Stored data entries

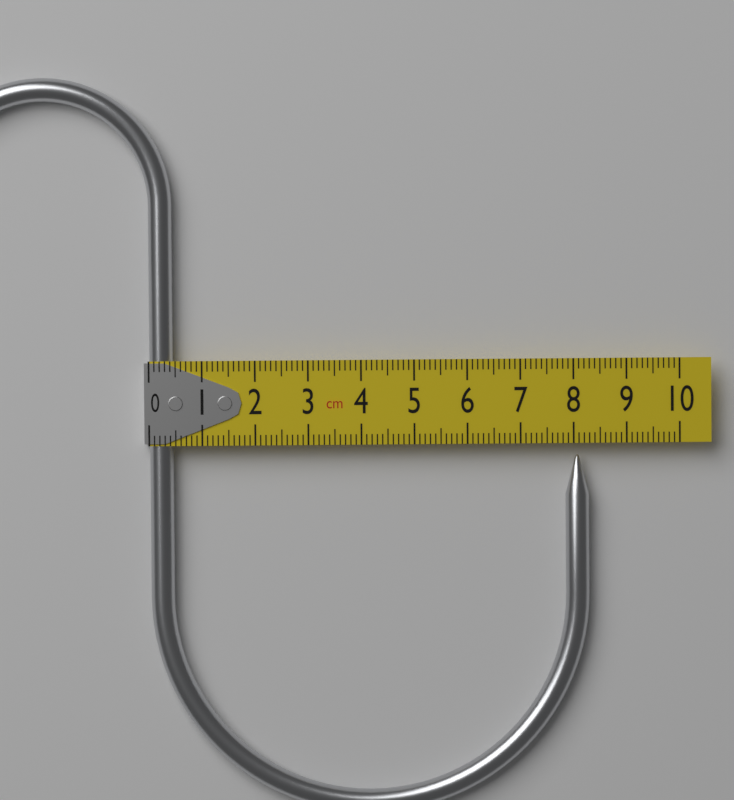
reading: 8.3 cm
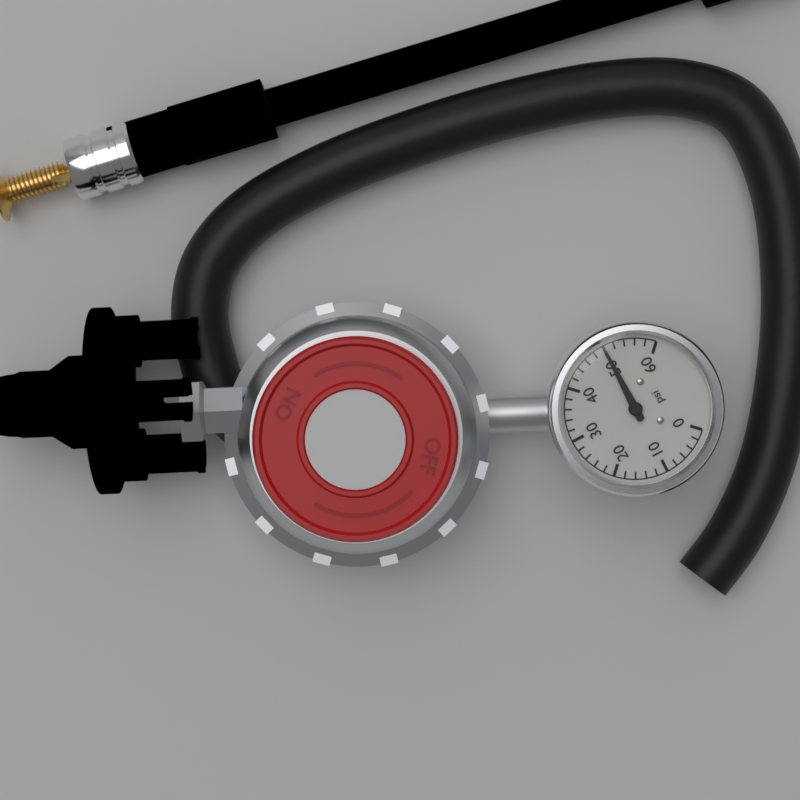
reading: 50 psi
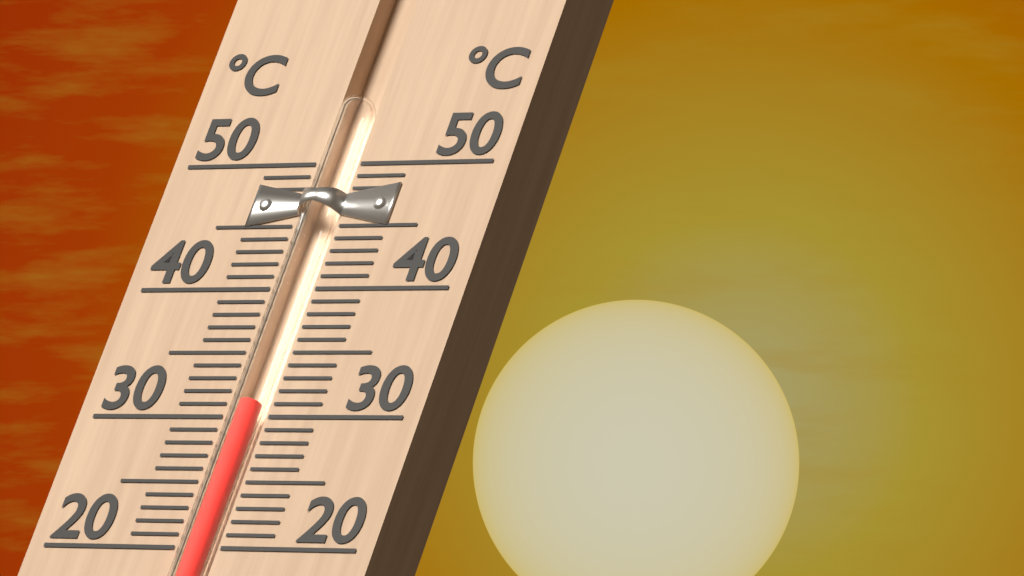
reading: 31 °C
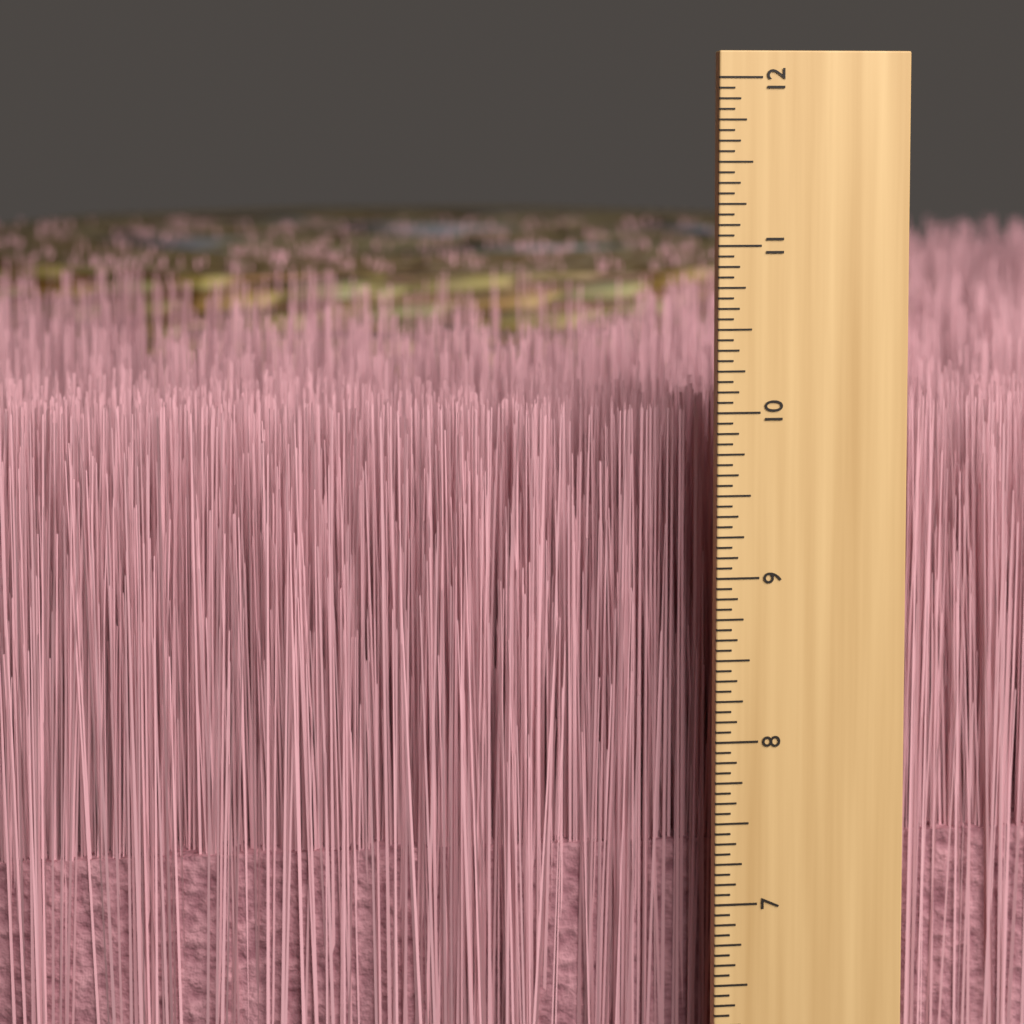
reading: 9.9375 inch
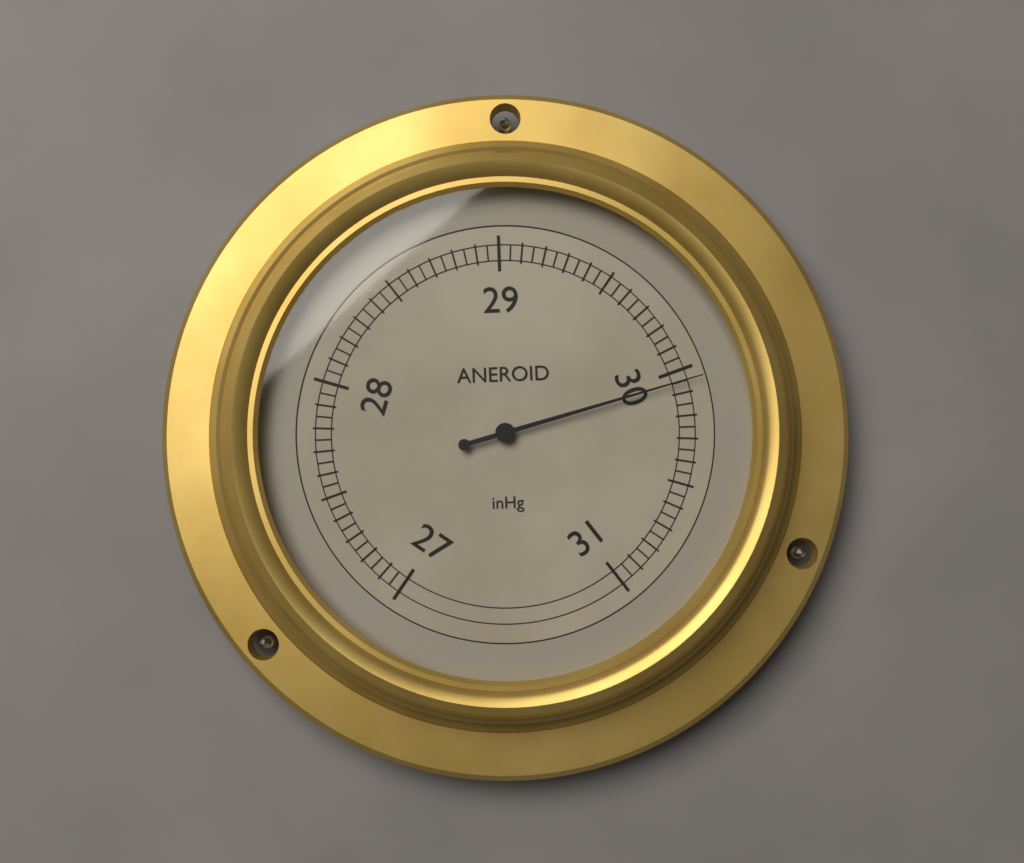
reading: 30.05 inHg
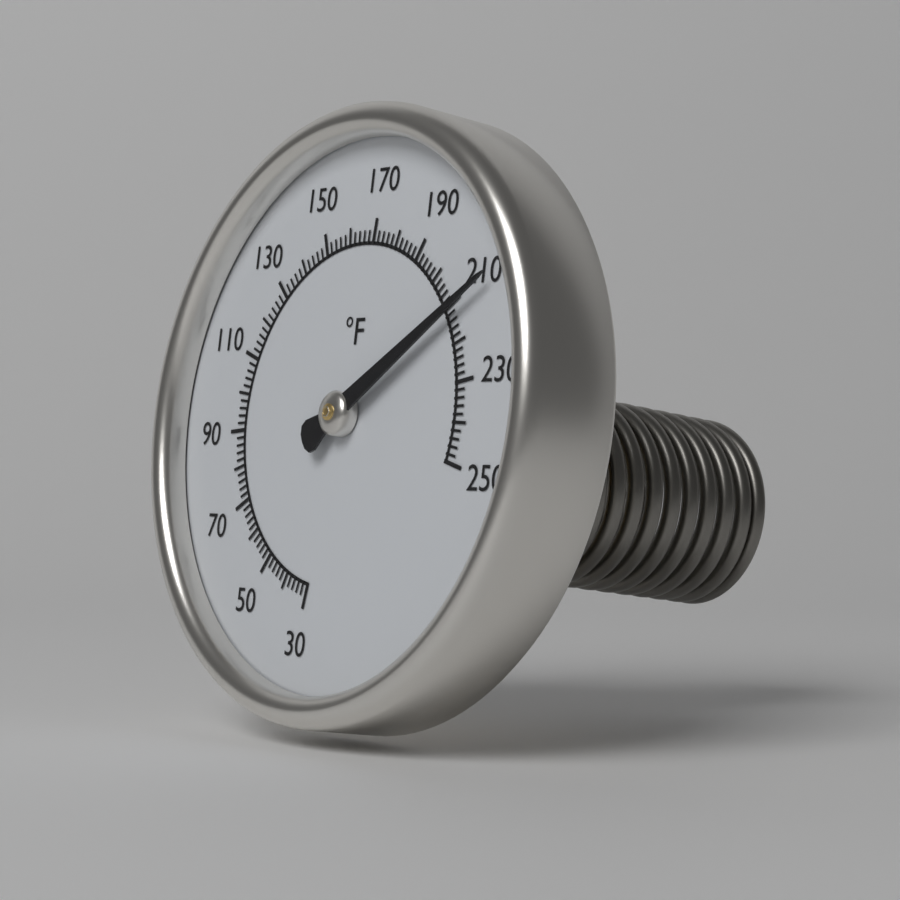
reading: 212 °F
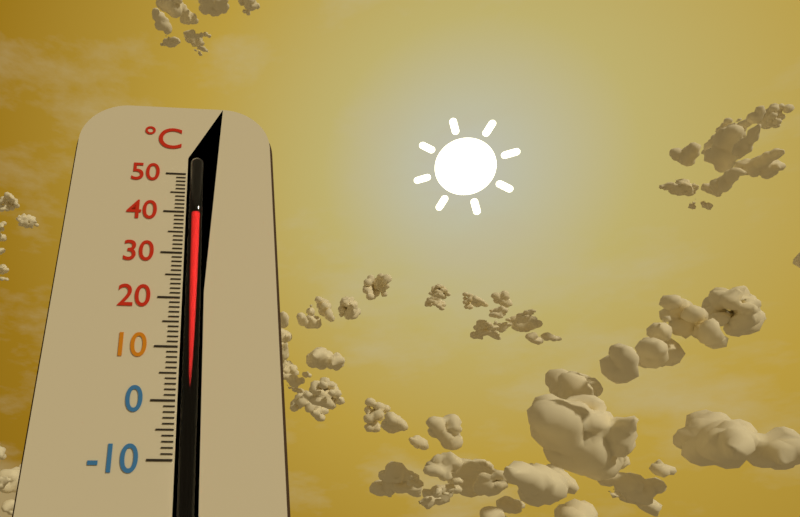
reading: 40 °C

YOUR GOAL:
From the first line to the last, output the data exactly; skip any pictures.

COMPLETED EXERCISE:
reading: 8.3 cm
reading: 50 psi
reading: 31 °C
reading: 9.9375 inch
reading: 30.05 inHg
reading: 212 °F
reading: 40 °C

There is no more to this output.